60 tn As in 15:2 the Hebrew is very brief and staccato-like: “those to death to death, and those to captivity to captivity, and those to the sword to the sword.” As in 15:2 most commentaries and English versions assume that the word “death” refers to death by disease. See the translator’s note on 15:2 and compare also 18:21 where the sword is distinctly connected with “war” or “battle” and is distinct from “killed by death [i.e., disease].”

61 tc The translation follows the Greek, Syriac, and Latin versions. The Hebrew text reads: “I will set fire to.” While it would be possible to explain the first person subject here in the same way as in the two verbs in v. 12b, the corruption of the Hebrew text is easy to explain here as a metathesis of two letters, י (yod) and ת (tav). The Hebrew reads הִצַּתִּי (hitsatti) and the versions presuppose הִצִּית (hitsit).

62 tn Heb “burn them or carry them off as captives.” Some of the commentaries and English versions make a distinction between the objects of the verbs, i.e., burn the temples and carry off the gods. However, the burning down of the temples is referred to later in v. 13.

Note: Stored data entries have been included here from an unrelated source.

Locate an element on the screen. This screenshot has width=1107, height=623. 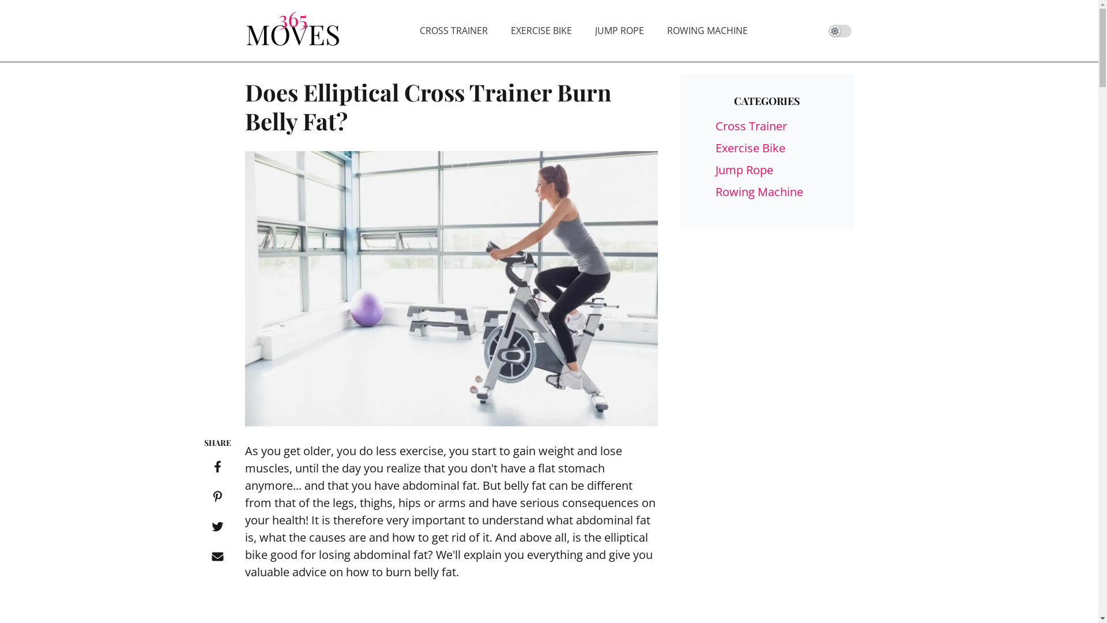
Cross Trainer is located at coordinates (751, 126).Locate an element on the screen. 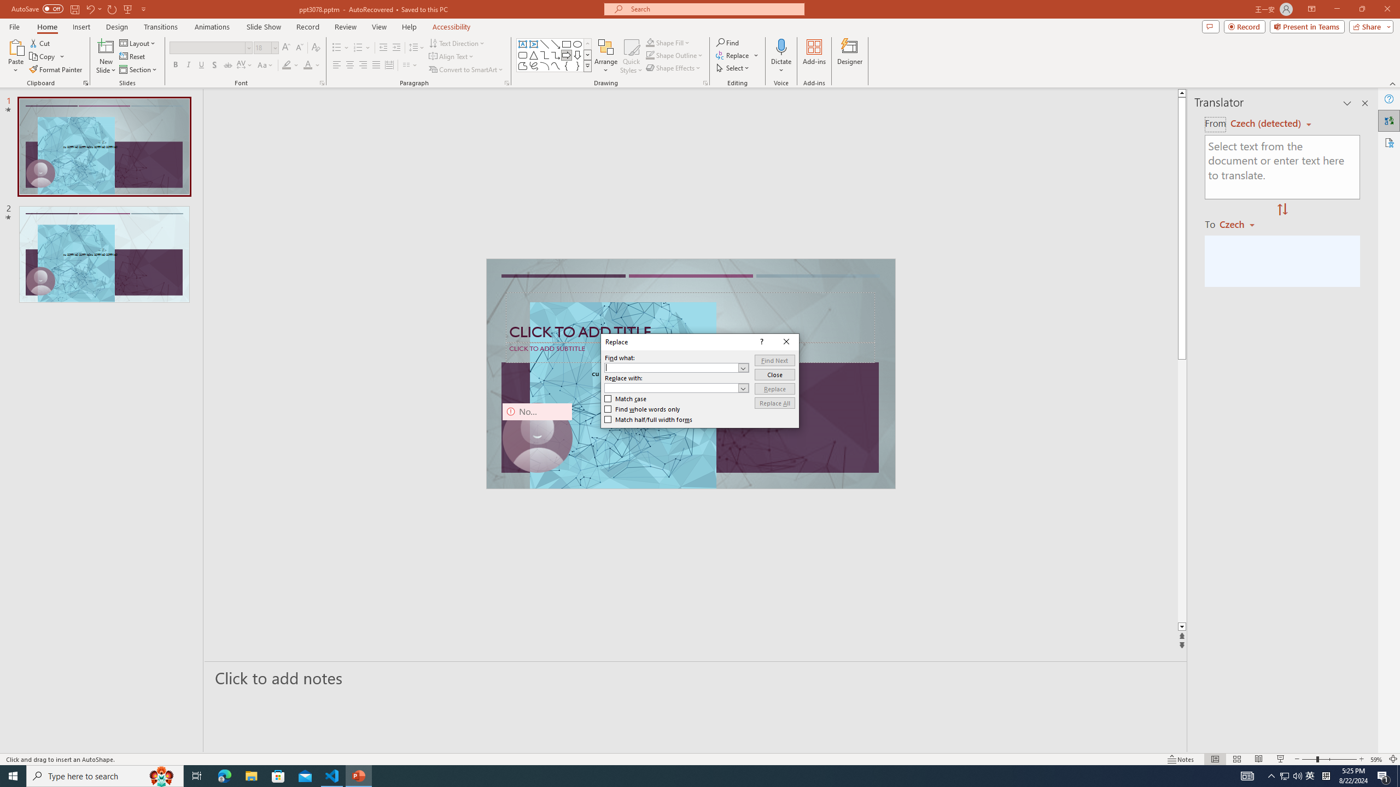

63 tn Or “he will take over Egypt as easily as a shepherd wraps his cloak around him.” The translation follows the interpretation of HALOT 769 s.v. II ָעטָה Qal, the Greek translation, and a number of the modern commentaries (e.g., J. A. Thompson, Jeremiah [NICOT], 671). The only other passage where that translation is suggested for this verb is Isa 22:17 according to HAL. The alternate translation follows the more normal meaning of עָטָה (’atah; cf. BDB 741 s.v. I עָטָה Qal which explains “so completely will it be in his power”). The fact that the subject is “a shepherd” lends more credence to the former view though there may be a deliberate double meaning playing on the homonyms (cf. W. L. Holladay, Jeremiah [Hermeneia], 2:302).

64 tn Heb “in peace/wholeness/well-being/safety [shalom].”

65 sn It is generally agreed that the temple of the sun was located in Heliopolis, which is elsewhere referred to as On (cf. Gen 41:45). It was the center for the worship of Amon-Re, the Egyptian sun god, and was famous for its obelisks (conical shaped pillars) dedicated to that god. It was located about 6 miles (10 km) northeast of modern-day Cairo.